Are the conservatives really ‘tough on crime’
On June 14 2017, a social housing tower building in London known as Grenfell Tower caught fire. 72 people were killed as a result of the fire which burned for 60 hours. Subsequent to the investigation that determined how the fire occurred, a follow up enquiry was convened by the UK Government to ascertain the reasons for the failures of the systems and processes in place to prevent the poor design and construction decisions that lead to the fire occurring.
The second enquiry looked into how a combination of factors allowed the Grenfell Tower to be partially refurbished with a disregard to good practice that would have prevented the fire. The report, handed down in early September 2024, is 1,700 pages long and suggests there were a number of failures to protect human life by the designers of the refurbishment, the building owner, the suppliers of building material and government.
After 400 days of evidence in an inquiry that has cost the UK taxpayer more than £200m, [Sir Martin] Moore-Bick reserved some of his most damning conclusions for central government.
It regulates the safety of buildings but failed to tighten up ambiguous fire regulations while it was engaged in a “bonfire of red tape” launched by the Conservative prime minister David Cameron from 2010 to 2016 in an attempt to boost the economy after the global financial crisis.
The inquiry found that the government was “well aware” of the risks posed by highly flammable cladding “but failed to act on what it knew”.
Eric Pickles, Cameron’s housing secretary until 2015, had “enthusiastically supported” the prime minister’s drive to slash regulations and it dominated his department’s thinking to the extent that matters affecting fire safety and risk to life “were ignored, delayed or disregarded”, the inquiry concluded.
Pickles also failed to act on a coroner’s 2013 recommendation to tighten up fire safety regulations after a cladding fire at Lakanal House, another London council block, killed six people. It was “not treated with any sense of urgency”, the inquiry found and the tightening up had not happened by the time Grenfell went up in flames on 14 June 2017.
In cross-examination under oath, Pickles vehemently insisted the anti-red tape drive had not covered building regulations. But the inquiry said this evidence was “flatly contradicted by that of his officials and by the contemporaneous documents”.

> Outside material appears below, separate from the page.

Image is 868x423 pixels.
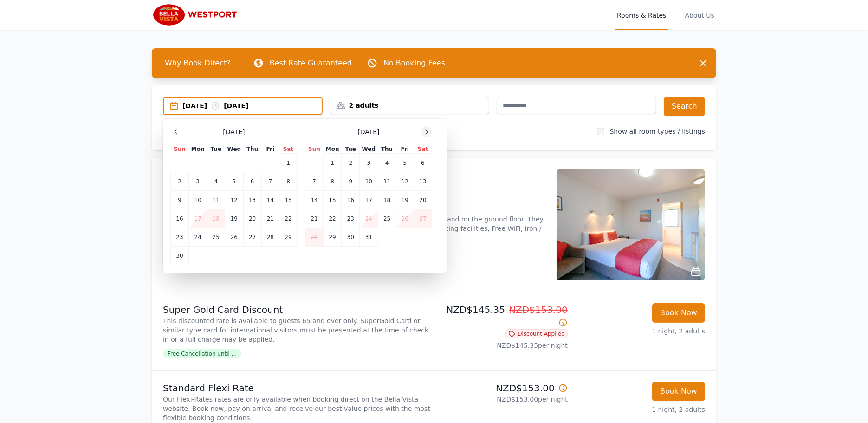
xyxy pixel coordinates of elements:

It seems if the UK Central Government had done its job correctly ensuring the regulator of the building industry could function appropriately; the architects, material suppliers opportunities to potentially minimise expenditure and maximise profit could have been reduced. While both progressive and conservative sides of politics have been rightly accused of abrogating their responsibilities when ‘cutting red tape’ it’s reasonable to suggest the conservatives are far more open to the idea of allowing business to self regulate while promoting they are ‘tough on crime’ if an individual breaks the law. The Australian Conservative Coalition parties are good examples to demonstrate the point.
In 2021, The Monthly published a long list of examples where the Morrison Coalition Government appears not to have followed due process in governance as well as awarding contracts to business associates/supporters of the Coalition. At the same time the government was referring social security claimants to debt collectors through the ‘robodebt’ fiasco, forcing other social security recipients onto the “Indue” card system (by implication claiming all the recipients in certain localities were spending their benefits ‘inappropriately’) and indefinitely jailing refugees and asylum seekers in offshore detention centres.
The recently elected Northern Territory CLP Government and current Queensland LNP Opposition are both proposing to reduce the age of criminal consent despite jails being full of people. Surely that demonstrates that incarceration doesn’t stop crime. Lowering the age of criminal consent may well contravene the guidelines of the UN Committee Against Torture. Meanwhile the Tasmanian Liberal Party Government has chosen to remove the construction of a treatment facility for those with heart problems in the north of the state from the state budget while at the same time promising to be ‘tough on youth crime’. Both issues were ‘priorities’ during the election campaign earlier this year. Is it too cynical to suggest that ‘tough on crime’ is seen to be the better popularity and vote winner over assisting people with needs for specific health care requirements?
The tragedy is that 72 people had to die and 7 years had to pass to demonstrate the failure of successive UK Conservative Governments to do their job. We should be concerned as the Australian Conservative Coalitions when in government have long supported ‘small government’ and ‘helping’ business to operate freely by removing ‘red tape’. We don’t know what successive Coalition governments have done to remove appropriate regulation and inspection activities in Australia by design or neglect. Hopefully we’ll find out in time to fix the problem before a tragedy. Campaigns to throw 10 year olds who commit crime into jail rather than understanding the causes why 10 year olds are considering committing crime are unconscionable as well as ethically doubtful, especially when conservatives actively choose to under regulate other sectors of the community.
The question is really who does more harm to the wider community? Is it the young person who steals a car, the company director that puts the profit motive over the health and safety of users of their products or the governments who don’t investigate, fund or regulate as appropriate to prevent crime occurring? The fire in the Grenfell Tower and the ‘marketing’ around youth crime probably gives us the answer to the question.